Nonetheless, on one side are Wahabi (or Deobandi) Islamists, and on the other side a broad spectrum of Muslims who don't agree with the lifestyle being imposed by the likes of the TTP. The main problems are (1) the fear of the viciousness of the Wahabi side, and, (2) confusion over the whole concept of fighting brother "Muslims". The Wahabi side is not disarmed by the second issue. They are Takfiris, plain and simple. So they are not confused about fighting their apostate opponents.
 
I have read on this forum a few ideas on combating the Taliban tide. I think that there is a danger of these ideas existing in isolation, as opposed to a comprehensive approach.

Here goes my two cent worth of nothing, based on my high status as an armchair field marshal.

First, define your enemy.

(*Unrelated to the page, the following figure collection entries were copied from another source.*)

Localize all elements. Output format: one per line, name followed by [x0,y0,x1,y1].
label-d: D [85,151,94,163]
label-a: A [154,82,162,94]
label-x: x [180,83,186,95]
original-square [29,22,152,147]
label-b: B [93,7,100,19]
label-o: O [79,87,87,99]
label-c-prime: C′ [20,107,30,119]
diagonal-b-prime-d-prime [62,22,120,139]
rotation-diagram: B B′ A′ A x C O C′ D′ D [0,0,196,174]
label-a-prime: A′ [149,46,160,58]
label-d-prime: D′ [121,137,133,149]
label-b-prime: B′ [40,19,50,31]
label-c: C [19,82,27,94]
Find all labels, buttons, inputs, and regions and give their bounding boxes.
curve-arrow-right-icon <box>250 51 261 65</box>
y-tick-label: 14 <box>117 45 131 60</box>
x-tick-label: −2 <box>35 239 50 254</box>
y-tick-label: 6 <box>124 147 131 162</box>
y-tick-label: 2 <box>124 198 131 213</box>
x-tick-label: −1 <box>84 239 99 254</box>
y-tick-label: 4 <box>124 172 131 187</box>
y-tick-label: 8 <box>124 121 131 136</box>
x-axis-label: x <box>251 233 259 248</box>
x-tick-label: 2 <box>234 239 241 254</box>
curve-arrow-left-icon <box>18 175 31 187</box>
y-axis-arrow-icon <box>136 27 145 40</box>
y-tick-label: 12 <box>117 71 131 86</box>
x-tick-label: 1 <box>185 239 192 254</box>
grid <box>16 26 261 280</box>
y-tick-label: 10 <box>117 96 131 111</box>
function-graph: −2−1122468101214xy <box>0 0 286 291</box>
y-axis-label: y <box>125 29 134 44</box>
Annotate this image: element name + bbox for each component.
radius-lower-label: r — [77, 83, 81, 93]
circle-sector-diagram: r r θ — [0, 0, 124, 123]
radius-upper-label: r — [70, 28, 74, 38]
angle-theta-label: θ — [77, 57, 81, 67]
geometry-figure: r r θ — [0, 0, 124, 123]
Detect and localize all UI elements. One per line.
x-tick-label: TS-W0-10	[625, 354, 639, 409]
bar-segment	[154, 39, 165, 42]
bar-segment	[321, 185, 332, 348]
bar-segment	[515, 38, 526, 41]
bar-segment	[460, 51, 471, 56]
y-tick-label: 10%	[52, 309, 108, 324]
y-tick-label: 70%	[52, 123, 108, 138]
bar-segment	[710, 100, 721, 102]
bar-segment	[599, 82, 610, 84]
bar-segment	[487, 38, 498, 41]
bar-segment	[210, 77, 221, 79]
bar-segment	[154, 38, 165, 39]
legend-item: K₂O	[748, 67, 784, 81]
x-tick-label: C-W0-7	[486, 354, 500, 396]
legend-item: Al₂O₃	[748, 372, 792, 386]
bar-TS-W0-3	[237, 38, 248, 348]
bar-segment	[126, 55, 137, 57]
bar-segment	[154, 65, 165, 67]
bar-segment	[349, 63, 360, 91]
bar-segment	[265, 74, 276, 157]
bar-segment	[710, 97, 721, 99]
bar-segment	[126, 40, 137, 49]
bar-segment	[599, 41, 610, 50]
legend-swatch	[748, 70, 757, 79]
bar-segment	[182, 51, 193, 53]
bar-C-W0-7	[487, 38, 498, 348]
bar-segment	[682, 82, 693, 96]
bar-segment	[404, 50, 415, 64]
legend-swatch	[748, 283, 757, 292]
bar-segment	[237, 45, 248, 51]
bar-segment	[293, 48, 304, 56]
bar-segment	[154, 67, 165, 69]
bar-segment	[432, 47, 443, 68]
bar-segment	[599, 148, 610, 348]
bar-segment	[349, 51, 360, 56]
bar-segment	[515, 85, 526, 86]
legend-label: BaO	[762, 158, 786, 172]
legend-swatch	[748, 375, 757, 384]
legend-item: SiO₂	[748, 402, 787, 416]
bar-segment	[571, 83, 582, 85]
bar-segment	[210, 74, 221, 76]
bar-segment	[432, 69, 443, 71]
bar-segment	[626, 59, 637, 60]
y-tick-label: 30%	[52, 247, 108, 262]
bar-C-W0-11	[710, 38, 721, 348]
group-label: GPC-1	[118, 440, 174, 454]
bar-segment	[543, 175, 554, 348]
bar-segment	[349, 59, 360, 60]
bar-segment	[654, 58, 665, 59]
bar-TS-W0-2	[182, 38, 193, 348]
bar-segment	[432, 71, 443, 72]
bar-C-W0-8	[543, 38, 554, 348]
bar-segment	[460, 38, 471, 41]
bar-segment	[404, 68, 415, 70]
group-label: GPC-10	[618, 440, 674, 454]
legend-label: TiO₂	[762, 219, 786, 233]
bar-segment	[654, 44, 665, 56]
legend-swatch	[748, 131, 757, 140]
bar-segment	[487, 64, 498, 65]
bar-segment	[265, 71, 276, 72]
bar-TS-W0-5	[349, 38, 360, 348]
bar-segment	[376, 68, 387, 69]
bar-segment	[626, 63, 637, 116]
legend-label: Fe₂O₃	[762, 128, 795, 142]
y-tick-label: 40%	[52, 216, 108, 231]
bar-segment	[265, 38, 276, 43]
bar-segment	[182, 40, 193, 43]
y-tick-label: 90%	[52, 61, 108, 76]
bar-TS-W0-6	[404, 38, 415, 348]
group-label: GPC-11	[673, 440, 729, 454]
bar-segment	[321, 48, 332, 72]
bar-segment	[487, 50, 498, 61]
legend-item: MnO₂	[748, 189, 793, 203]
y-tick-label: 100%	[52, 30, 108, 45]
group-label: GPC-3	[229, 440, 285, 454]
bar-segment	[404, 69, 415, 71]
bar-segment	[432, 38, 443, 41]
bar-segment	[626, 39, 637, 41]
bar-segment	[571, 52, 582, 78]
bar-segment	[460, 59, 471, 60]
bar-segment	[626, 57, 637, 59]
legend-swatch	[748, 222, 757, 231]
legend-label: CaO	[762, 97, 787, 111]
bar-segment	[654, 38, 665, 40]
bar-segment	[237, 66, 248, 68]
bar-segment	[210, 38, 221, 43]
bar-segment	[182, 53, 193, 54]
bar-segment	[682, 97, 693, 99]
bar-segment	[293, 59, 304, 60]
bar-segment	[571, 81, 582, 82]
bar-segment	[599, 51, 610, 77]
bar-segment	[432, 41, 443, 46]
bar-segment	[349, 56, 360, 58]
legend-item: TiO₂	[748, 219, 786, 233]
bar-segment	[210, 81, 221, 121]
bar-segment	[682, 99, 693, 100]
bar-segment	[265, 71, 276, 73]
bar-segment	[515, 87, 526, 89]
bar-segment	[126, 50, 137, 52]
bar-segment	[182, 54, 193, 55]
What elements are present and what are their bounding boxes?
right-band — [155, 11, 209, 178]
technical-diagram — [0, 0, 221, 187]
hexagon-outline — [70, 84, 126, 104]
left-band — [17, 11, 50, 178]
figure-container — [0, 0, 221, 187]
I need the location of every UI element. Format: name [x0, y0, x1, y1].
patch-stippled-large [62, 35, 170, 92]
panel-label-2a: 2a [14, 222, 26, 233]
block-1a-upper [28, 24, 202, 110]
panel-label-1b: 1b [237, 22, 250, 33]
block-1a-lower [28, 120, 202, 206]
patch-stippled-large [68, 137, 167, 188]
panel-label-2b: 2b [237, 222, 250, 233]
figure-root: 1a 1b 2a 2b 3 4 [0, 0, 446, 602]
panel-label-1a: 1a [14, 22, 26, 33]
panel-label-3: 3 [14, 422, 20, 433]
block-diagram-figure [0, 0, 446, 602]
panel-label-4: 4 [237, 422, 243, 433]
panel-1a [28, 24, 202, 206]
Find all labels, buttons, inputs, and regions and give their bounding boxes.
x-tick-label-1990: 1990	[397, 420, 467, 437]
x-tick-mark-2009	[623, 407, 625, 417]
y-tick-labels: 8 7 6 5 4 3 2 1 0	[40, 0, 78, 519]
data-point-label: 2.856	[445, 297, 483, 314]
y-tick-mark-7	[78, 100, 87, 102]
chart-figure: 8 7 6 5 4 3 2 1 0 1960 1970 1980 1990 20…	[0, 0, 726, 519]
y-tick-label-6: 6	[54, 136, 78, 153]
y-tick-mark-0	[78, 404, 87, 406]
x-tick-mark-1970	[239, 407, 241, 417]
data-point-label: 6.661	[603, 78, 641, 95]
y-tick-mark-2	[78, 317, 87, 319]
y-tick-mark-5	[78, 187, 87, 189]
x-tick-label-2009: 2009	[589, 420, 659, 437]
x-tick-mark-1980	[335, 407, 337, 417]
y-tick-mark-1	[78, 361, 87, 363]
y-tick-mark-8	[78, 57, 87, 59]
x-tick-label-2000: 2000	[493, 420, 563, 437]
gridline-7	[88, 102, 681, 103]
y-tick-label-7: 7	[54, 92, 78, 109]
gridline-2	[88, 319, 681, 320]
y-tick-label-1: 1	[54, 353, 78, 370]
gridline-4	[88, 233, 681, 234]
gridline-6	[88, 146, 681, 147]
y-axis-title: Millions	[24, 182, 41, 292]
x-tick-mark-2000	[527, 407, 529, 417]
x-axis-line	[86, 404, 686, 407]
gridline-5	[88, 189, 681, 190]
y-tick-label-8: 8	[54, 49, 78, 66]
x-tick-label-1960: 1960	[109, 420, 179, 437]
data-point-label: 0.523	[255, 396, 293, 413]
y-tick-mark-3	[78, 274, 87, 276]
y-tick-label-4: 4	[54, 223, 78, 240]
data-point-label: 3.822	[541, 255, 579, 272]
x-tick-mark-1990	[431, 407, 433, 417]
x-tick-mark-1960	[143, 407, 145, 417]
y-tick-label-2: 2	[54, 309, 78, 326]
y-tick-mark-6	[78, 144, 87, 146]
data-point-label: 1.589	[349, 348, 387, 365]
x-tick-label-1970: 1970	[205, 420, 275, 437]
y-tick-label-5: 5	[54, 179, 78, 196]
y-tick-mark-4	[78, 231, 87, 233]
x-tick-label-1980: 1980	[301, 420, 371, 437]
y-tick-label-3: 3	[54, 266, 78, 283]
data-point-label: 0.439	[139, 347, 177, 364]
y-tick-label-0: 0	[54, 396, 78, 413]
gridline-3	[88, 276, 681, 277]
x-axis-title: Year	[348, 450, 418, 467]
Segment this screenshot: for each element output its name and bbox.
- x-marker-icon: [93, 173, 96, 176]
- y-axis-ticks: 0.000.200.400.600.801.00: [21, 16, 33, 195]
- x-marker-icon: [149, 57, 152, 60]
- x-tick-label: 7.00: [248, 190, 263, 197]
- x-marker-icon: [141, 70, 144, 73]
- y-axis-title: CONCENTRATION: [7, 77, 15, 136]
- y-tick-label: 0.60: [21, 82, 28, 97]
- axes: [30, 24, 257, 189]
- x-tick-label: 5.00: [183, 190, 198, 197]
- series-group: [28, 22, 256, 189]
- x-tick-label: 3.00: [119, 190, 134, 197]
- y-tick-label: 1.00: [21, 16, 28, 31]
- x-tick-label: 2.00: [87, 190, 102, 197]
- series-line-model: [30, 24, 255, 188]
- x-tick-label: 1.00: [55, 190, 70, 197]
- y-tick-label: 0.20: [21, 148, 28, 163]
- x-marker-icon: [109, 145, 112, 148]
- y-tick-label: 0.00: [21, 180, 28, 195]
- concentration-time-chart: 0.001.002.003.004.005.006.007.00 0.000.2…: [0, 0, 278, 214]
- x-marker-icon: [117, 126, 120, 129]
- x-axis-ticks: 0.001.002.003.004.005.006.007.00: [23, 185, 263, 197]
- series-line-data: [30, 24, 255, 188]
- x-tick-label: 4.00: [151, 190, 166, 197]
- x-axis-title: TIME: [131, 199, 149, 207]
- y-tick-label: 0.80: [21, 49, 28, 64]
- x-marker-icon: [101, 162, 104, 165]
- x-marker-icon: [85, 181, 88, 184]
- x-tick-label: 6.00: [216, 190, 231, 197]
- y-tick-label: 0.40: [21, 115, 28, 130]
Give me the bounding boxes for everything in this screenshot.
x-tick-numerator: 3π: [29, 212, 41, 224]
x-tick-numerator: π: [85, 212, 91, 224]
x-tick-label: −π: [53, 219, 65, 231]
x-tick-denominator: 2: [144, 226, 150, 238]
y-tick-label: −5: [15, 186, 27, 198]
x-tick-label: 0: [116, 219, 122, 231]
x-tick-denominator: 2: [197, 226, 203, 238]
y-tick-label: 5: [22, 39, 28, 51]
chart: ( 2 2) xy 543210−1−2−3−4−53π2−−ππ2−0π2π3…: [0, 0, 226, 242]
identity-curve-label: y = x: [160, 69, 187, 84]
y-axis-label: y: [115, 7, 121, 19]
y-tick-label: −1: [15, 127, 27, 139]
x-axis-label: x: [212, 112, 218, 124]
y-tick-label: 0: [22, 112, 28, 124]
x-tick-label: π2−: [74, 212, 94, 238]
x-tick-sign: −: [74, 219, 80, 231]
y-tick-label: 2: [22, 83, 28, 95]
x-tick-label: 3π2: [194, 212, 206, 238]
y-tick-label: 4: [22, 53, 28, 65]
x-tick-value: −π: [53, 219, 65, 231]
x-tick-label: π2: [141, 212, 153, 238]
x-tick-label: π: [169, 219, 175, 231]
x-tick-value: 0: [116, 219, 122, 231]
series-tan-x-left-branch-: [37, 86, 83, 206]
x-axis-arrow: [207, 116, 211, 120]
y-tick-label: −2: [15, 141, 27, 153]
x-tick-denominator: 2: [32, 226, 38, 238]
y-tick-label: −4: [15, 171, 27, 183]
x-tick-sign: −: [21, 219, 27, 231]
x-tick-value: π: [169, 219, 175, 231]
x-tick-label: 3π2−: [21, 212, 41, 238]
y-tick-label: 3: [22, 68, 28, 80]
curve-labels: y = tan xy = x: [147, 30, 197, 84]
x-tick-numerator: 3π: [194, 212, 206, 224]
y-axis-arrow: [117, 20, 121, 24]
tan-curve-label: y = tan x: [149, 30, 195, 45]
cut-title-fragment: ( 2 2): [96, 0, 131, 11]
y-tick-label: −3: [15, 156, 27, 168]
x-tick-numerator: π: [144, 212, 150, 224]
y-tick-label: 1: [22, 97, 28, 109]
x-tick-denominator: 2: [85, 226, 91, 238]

Who is the enemy, really?

Second, what do you mean by 'defeating the enemy'? What does victory look like?

Third, how do you want to fight the enemy? Militarily? Politically? Financially? Ideologically?

Fourth, who or what are your assets? How can you best make use of said assets?

Fourth, what are your weaknesses? How can you prevent the enemy from capitalizing on these?

Fifth, who or what entity will take the leadership position in this fight? The state? The army?

And last, what are you prepared to sacrifice in order to win?
 
First, define your enemy. Who is the enemy, really?

Your list is a good start. But even the first question that I have quoted above, stymies the USA. We are afraid to make enemies who are not now enemies, so we call it a War on Terrorism! I think Pakistanis would have a very hard time agreeing to an answer to your first question. Because of my second point above. Muslims cannot be enemies of Muslims, can they? Who is a Muslim? They cannot agree to an answer to that. It is much easier to focus hatred on Hindus, Jews and Christians (and Sikhs, Zoroastrians, Buddhists, Jains, Shintos, Confucians, etc., etc. )
 
Your list is a good start. But even the first question that I have quoted above, stymies the USA. We are afraid to make enemies who are not now enemies, so we call it a War on Terrorism! I think Pakistanis would have a very hard time agreeing to an answer to your first question. Because of my second point above. Muslims cannot be enemies of Muslims, can they? Who is a Muslim? They cannot agree to an answer to that. It is much easier to focus hatred on Hindus, Jews and Christians (and Sikhs, Zoroastrians, Buddhists, Jains, Shintos, Confucians, etc., etc. )

It isn't going to be easy. Heck, far as I know, Malaya is looked on as an example of a successful counter insurgency operation. It had a Chinese ethnic group as a clearly identifiable enemy, and it took what more than 30 years to put down?

I think that the events of the past two years has forced Pakistan into a struggle to define or redefine a core identity. From my - Indian- perspective the core of that identity has been forged from two elements- religion and an being 'anti India'. I think that definition needs to be expanded to combat an assault from within.
 
^TS, the license to kill fellow muslims seems to increase with puritanism.

If you're a moderate muslim, you can't kill anyone except non-muslims.

If you're extremist musilm, you can kill every other sect of Islam as well.

That's how it appears to work at the moment.